The reviews are, umm, mixed. I love this one from the Chicago Sun-Times:
I once sat in a car forever waiting for my mom to come out of a grocery store. I thought that was the definition of "interminable." I had no idea "The Path to 9/11" was in my future.
This is what happens during 4 1/2 lonnnng hours of "Path." Terrorists talk about killing Americans for Allah. FBI and other security officials try to track them but fail. 9/11 happens.
You don’t say.
This is the most anticlimactic, tension-free movie in the history of terrorist TV.
It’s hard to fathom a brouhaha brewed over such a bore. ABC has received tens of thousands of letters — including one from Bill Clinton’s office — insisting "Path" is wildly inaccurate and should not air. But ABC still plans to air the two-part movie.
Controversy could boost viewership, except "Path" is the dullest, worst-shot TV movie since ABC’s disastrous "Ten Commandments" remake. It substitutes shaky handheld cameras and dumb dialogue for craftsmanship. It could not be more amateurish or poorly constructed unless someone had forgotten to light the sets.
An appalling secondary concern is the tone makes almost every pre-9/11 American look like a fool.

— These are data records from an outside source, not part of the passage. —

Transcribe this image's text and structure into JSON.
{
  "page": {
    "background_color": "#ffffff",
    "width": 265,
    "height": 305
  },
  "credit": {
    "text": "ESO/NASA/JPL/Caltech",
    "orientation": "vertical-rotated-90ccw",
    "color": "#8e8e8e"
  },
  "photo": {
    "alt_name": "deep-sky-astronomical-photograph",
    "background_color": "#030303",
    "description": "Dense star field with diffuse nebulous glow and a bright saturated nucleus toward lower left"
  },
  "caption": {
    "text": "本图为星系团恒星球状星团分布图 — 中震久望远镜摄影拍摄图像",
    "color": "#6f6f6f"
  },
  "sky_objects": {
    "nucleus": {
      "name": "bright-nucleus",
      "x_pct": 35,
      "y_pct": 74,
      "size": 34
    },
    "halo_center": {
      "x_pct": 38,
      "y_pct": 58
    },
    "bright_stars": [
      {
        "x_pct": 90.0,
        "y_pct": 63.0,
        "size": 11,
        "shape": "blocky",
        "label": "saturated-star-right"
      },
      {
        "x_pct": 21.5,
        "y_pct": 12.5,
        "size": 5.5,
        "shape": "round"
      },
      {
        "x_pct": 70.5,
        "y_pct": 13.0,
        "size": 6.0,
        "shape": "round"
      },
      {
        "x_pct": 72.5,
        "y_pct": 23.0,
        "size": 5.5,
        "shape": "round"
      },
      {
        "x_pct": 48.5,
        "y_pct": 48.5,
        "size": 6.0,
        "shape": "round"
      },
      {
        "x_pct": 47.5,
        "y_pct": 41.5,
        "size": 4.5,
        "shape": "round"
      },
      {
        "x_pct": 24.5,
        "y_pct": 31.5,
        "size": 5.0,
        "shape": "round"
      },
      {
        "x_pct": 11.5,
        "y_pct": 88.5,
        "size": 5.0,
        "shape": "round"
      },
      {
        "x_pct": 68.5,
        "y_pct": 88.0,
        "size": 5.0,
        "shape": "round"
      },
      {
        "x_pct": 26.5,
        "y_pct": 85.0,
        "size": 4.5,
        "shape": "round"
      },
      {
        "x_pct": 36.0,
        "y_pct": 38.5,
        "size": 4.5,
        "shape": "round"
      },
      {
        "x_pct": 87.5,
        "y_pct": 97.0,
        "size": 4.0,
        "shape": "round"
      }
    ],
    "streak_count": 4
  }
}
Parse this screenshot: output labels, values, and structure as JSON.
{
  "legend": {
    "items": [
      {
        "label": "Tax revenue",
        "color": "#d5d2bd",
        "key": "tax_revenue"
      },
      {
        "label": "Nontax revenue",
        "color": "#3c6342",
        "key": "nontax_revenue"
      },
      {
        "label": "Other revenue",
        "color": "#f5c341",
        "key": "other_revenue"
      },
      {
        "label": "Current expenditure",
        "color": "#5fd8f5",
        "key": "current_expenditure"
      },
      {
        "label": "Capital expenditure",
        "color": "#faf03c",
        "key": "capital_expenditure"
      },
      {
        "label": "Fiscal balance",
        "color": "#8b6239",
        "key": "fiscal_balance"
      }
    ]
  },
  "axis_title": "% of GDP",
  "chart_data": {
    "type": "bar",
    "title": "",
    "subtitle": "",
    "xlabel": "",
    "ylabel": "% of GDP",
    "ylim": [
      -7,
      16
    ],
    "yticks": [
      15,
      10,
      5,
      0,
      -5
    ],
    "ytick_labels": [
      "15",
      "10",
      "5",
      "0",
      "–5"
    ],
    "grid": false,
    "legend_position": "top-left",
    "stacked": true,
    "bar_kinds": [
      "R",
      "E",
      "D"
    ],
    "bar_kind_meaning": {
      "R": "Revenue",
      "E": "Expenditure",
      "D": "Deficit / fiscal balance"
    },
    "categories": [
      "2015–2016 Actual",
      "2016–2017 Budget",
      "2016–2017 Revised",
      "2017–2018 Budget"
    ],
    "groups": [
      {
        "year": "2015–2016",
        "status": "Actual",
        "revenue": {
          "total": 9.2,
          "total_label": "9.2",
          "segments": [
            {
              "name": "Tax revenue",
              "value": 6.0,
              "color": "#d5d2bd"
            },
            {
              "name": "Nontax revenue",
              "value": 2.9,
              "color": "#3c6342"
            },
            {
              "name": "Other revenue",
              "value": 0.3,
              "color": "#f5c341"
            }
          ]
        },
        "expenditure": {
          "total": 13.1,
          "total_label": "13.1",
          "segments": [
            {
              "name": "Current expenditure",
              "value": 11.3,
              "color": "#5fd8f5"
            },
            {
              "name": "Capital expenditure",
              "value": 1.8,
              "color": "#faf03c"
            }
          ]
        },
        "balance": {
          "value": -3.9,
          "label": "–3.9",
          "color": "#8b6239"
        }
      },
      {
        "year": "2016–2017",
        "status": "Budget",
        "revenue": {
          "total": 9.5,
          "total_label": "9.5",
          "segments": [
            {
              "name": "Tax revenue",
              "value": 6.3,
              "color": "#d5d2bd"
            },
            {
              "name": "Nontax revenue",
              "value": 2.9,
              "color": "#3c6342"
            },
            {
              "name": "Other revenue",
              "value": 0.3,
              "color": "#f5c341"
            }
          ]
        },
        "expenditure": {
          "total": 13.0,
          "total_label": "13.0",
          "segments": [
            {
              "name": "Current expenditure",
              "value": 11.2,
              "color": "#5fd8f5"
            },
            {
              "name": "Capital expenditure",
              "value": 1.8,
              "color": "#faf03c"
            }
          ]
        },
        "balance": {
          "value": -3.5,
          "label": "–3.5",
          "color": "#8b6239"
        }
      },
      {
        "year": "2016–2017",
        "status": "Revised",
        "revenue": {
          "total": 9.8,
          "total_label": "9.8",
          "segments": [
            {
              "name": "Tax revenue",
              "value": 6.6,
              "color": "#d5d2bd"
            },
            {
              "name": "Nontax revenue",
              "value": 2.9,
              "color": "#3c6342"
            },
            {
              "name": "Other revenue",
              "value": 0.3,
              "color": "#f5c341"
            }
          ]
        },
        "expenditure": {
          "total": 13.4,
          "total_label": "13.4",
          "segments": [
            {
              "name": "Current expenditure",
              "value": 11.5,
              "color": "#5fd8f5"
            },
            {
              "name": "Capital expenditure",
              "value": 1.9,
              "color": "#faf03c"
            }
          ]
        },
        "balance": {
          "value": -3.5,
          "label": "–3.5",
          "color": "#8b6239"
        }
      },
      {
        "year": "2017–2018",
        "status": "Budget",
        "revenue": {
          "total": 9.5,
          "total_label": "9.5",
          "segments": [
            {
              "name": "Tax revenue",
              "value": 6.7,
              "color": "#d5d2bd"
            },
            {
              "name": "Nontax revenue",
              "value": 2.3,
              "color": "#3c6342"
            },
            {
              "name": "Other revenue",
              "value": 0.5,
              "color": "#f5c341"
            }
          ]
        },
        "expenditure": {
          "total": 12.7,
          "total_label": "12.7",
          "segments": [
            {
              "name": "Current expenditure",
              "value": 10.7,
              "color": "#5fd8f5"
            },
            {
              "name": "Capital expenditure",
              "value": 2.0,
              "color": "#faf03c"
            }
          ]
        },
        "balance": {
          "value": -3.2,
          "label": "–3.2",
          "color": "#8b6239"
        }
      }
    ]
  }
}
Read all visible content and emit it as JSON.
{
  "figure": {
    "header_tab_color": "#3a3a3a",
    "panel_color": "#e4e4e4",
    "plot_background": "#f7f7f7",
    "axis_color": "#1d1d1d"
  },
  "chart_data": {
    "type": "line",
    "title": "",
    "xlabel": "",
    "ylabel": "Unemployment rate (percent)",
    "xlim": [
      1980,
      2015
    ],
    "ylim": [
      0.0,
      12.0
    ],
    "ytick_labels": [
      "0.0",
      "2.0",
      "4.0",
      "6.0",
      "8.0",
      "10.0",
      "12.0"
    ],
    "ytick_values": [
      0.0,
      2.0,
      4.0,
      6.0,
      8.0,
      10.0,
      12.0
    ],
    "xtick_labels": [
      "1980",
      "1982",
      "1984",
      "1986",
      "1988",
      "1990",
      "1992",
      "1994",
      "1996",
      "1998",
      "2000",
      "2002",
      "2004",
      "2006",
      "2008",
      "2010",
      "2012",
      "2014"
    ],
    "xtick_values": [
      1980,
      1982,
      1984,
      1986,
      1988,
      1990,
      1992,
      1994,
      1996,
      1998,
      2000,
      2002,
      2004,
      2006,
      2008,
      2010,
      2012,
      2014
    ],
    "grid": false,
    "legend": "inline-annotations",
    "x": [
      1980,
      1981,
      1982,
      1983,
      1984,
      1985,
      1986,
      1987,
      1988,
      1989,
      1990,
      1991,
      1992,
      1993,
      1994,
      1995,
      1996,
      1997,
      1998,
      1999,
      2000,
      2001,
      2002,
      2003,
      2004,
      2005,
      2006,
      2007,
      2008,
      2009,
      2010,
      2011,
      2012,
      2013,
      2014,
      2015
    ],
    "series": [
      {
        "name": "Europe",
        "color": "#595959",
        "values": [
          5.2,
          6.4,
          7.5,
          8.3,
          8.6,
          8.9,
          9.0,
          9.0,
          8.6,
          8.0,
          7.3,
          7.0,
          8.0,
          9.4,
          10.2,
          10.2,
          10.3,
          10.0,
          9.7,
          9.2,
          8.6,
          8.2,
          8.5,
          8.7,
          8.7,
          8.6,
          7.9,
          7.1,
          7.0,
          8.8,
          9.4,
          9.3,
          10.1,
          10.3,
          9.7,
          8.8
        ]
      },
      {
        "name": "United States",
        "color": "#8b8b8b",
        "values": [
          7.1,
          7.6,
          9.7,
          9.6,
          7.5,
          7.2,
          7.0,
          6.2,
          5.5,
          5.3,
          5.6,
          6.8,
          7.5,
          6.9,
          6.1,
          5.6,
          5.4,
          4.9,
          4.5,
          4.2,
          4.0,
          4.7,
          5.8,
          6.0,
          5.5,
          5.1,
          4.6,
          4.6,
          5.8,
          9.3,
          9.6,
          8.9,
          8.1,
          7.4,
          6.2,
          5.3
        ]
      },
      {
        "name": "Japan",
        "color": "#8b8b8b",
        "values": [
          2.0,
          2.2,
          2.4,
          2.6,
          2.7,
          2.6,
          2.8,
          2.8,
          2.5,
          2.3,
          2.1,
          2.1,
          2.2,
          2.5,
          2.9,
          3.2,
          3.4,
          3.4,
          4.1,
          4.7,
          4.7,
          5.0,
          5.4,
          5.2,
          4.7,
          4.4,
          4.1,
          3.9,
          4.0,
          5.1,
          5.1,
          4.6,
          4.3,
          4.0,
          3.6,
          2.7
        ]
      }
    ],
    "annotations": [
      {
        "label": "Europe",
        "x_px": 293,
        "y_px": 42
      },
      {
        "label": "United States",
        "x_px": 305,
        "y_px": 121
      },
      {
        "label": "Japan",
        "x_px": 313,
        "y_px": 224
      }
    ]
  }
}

Look, there’s a security guard yawning while terrorists plant the 1993 bomb at the World Trade Center. How dare a security guard work while tired.
Oh, hey, there’s an airline agent checking in a 9/11 terrorist even though he has a carry-on bag. Stupid airline agents.
Excuse us all, writer Cyrus Nowrasteh and director David L. Cunningham, for not acting like Hitler Youth in the glory days before ordinary Americans knew commercial planes could be turned into missiles.
Idiots….
Ouch.
Interestingly, in this week's Sunday Post was a report that W, unlike Clinton, was demonstrably distracted from the hunt for bin Laden:
On the videotape obtained by the CIA, bin Laden is seen confidently instructing his party how to dig holes in the ground to lie in undetected at night. A bomb dropped by a U.S. aircraft can be seen exploding in the distance. "We were there last night," bin Laden says without much concern in his voice. He was in or headed toward Pakistan, counterterrorism officials think.
That was December 2001. Only two months later, Bush decided to pull out most of the special operations troops and their CIA counterparts in the paramilitary division that were leading the hunt for bin Laden in Afghanistan to prepare for war in Iraq, said Flynt L. Leverett, then an expert on the Middle East at the National Security Council.
"I was appalled when I learned about it," said Leverett, who has become an outspoken critic of the administration's counterterrorism policy. "I don't know of anyone who thought it was a good idea. It's very likely that bin Laden would be dead or in American custody if we hadn't done that."
As with the rest of reality, the true story's exactly backwards from the Disney/ABC version.